Open hats-bug-reporter[bot] opened 6 months ago

hats-bug-reporter[bot] commented 6 months ago

Github username: @0xfuje Twitter username: 0xfuje Submission hash (on-chain): 0x45c350f639294143f07190bbce288c6f36fbac4941a74a2e52d8c19db5e88ec1 Severity: medium

Description:

Impact

Potential replay attacks, attacker could forge ecrecover return value to match guardian signatures

Description

The attacker could flip s and v values to create a different signature that equals to the same hash & signer. There are three instances of ecrecover in the codebase:

src/apps/mock/IncentivizedMockEscrow.sol

53:     address messageSigner = ecrecover(keccak256(_message), v, r, s);

src/apps/wormhole/external/callworm/WormholeVerifier.sol

102:    address signatory = ecrecover(hash, v, r, s);

src/apps/wormhole/external/wormhole/Messages.sol

116:    address signatory = ecrecover(hash, sig.v, sig.r, sig.s);

Recommendation

Instead of the vulnerable ecrecover consider using Openzeppelin's ECDSA library: openzeppelin-contracts/utils/cryptography/ECDSA.sol

reednaa commented 6 months ago

src/apps/mock/IncentivizedMockEscrow.sol What is the impact?

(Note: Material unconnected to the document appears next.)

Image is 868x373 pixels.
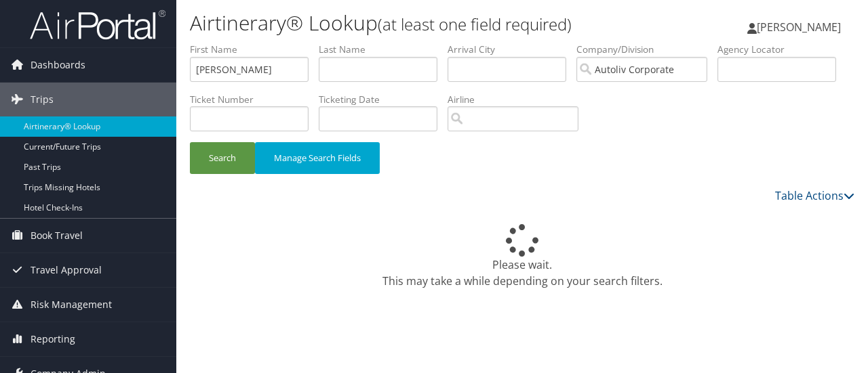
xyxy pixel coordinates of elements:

src/apps/wormhole/external/callworm/WormholeVerifier.sol Based on Wormhole. What is the impact?

src/apps/wormhole/external/wormhole/Messages.sol Not in scope.

0xfuje commented 5 months ago

Apologies for the late answer. I could finally took some time to explore the issue further.


src/apps/mock/IncentivizedMockEscrow.sol

During processPacket() -> verifyPacket() will return true with the maliciously crafted v and s values: however _handleMessage() and _handleAck() will both revert later since checks prevent processing the message twice.


src/apps/wormhole/external/callworm/WormholeVerifier.sol

I don't exactly know the full extent of how the contract is going to be used, but every guardian signature validation can be replayed and bypassed by manipulating v and s values. If there are no additional checks in the app this can be exploited, however afaik here it's only used by processPacket() which is not vulnerable for replays (but _verifyPacket() will still execute with the forged values!).


Currently there is no impact with processPacket() calls, however it would be dangerous to leave this alone as the contracts still allow signature malleability. I would recommend to switch to Openzeppelin's ECDSA instead of ecrecover. The crucial check OZ makes is to not allow the s value to be in the upper range: link since almost all libraries generate s in the lower half. If you don't want to use OZ i would implement the check instead.

reednaa commented 5 months ago

Considering that there is no impact, I will mark this as won't fix.

Our mock contract is meant to be simple and I personally prefer using ecrecover directly over using an external library.

For Wormhole, the WormholeVerifier.sol is meant to implement Wormhole verification very closely. Considering that could be a lot of signatures verified for Wormhole VAAs, I very much prefer a lean implementation.